Amy Lin
Impact in
- Dermatology top 0.5%
- Skin Protection and Aging
- Neurology top 2%
- Neuroinflammation and Neurodegeneration Mechanisms
Papers in
- Virology 2
- Co-authors
- Howard P. BadenDouglas E. BrashJeffrey A. RudolphGreg J. McKennaAlan J. HalperinTony Wyss‐CorayEliezer MasliahCaroline B. Ho
- Journals
- Human Gene Therapy (3 papers)Proceedings of the National Academy of Sciences (3 papers)Cancer Research (3 papers)Journal of Pharmaceutical Sciences (2 papers)Journal of Biological Chemistry (2 papers)
- Partner nations
- United StatesAustraliaSwitzerland
In The Last Decade
Amy Lin
46 papers receiving 4.2k citations
Hit Papers
Peers
Comparison fields: 5 of 135
- Dermatology 571
- Neurology 383
- Oncology 1.1k
- Molecular Biology 2.7k
- Biological Psychiatry 97
Countries citing papers authored by Amy Lin
This map shows the geographic impact of Amy Lin's research. It shows the number of citations coming from papers published by authors working in each country. You can also color the map by specialization and compare the number of citations received by Amy Lin with the expected number of citations based on a country's size and research output (numbers larger than one mean the country cites Amy Lin more than expected).

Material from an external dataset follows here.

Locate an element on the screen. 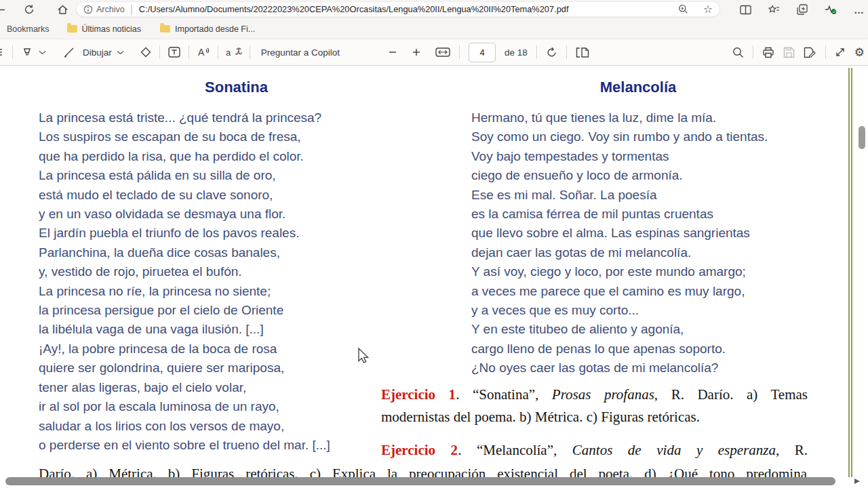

Fields of papers citing papers by Amy Lin
This network shows the impact of papers produced by Amy Lin. Nodes represent research fields, and links connect fields that are likely to share authors. Colored nodes show fields that tend to cite the papers produced by Amy Lin. The network helps show where Amy Lin may publish in the future.
Co-authors
The 25 scholars most cited alongside Amy Lin, linked wherever they have co-authored with each other. Click a name or a connecting line to browse the papers they share.
All Works
| # | Work | ||
|---|---|---|---|
| 1 | 2025 | 1 | |
| 2 | 2025 | 1 | |
| 3 | 2019 | 5 | |
| 4 | 2016 | 3 | |
| 5 | 2014 | 16 | |
| 6 | 2013 | 5 | |
| 7 | 2010 | 462 | |
| 8 | 2009 | 462 | |
| 9 | 2009 | 51 | |
| 10 | 2009 | 7 | |
| 11 | 2009 | 13 | |
| 12 | 2009 | 41 | |
| 13 | Quarfloxin (CX-3543) disrupts the Nucleolin/ rDNA quadruplex complexes, inhibits the elongation by RNA Polymerase I and exhibits potent antitumor activity in models of cancer | 2008 | 6 |
| 14 | 2007 | 64 | |
| 15 | 2007 | 119 | |
| 16 | 2006 | 287 | |
| 17 | 2005 | 90 | |
| 18 | 2002 | 20 | |
| 19 | 1998 | 110 | |
| 20 | 1997 | 23 |
About Amy Lin
Amy Lin is a scholar working on Business and International Management, Virology, Molecular Biology, Oncology and Pharmacology, having authored 46 papers that have together received 4.3k indexed citations. Recurring topics across this work include Virus-based gene therapy research (7 papers), RNA Interference and Gene Delivery (6 papers), Genetic Neurodegenerative Diseases (5 papers), DNA Repair Mechanisms (4 papers), Mitochondrial Function and Pathology (4 papers), CRISPR and Genetic Engineering (4 papers), CAR-T cell therapy research (4 papers) and Pharmacogenetics and Drug Metabolism (3 papers). The work is most often cited by research in Dermatology (571 citations), Neurology (383 citations), Oncology (1.1k citations), Molecular Biology (2.7k citations) and Biological Psychiatry (97 citations). Amy Lin has collaborated with scholars based in United States, Australia and Switzerland. Frequent co-authors include Howard P. Baden, Douglas E. Brash, Jeffrey A. Rudolph, Greg J. McKenna, Alan J. Halperin, Tony Wyss‐Coray, Eliezer Masliah, Caroline B. Ho, Kenna Anderes and Chris Proffitt. Their work appears in journals such as Human Gene Therapy, Proceedings of the National Academy of Sciences, Cancer Research, Journal of Pharmaceutical Sciences and Journal of Biological Chemistry.
Rankless uses publication and citation data sourced from OpenAlex, an open and comprehensive bibliographic database. While OpenAlex provides broad and valuable coverage of the global research landscape, it—like all bibliographic datasets—has inherent limitations. These include incomplete records, variations in author disambiguation, differences in journal indexing, and delays in data updates. As a result, some metrics and network relationships displayed in Rankless may not fully capture the entirety of a scholar's output or impact.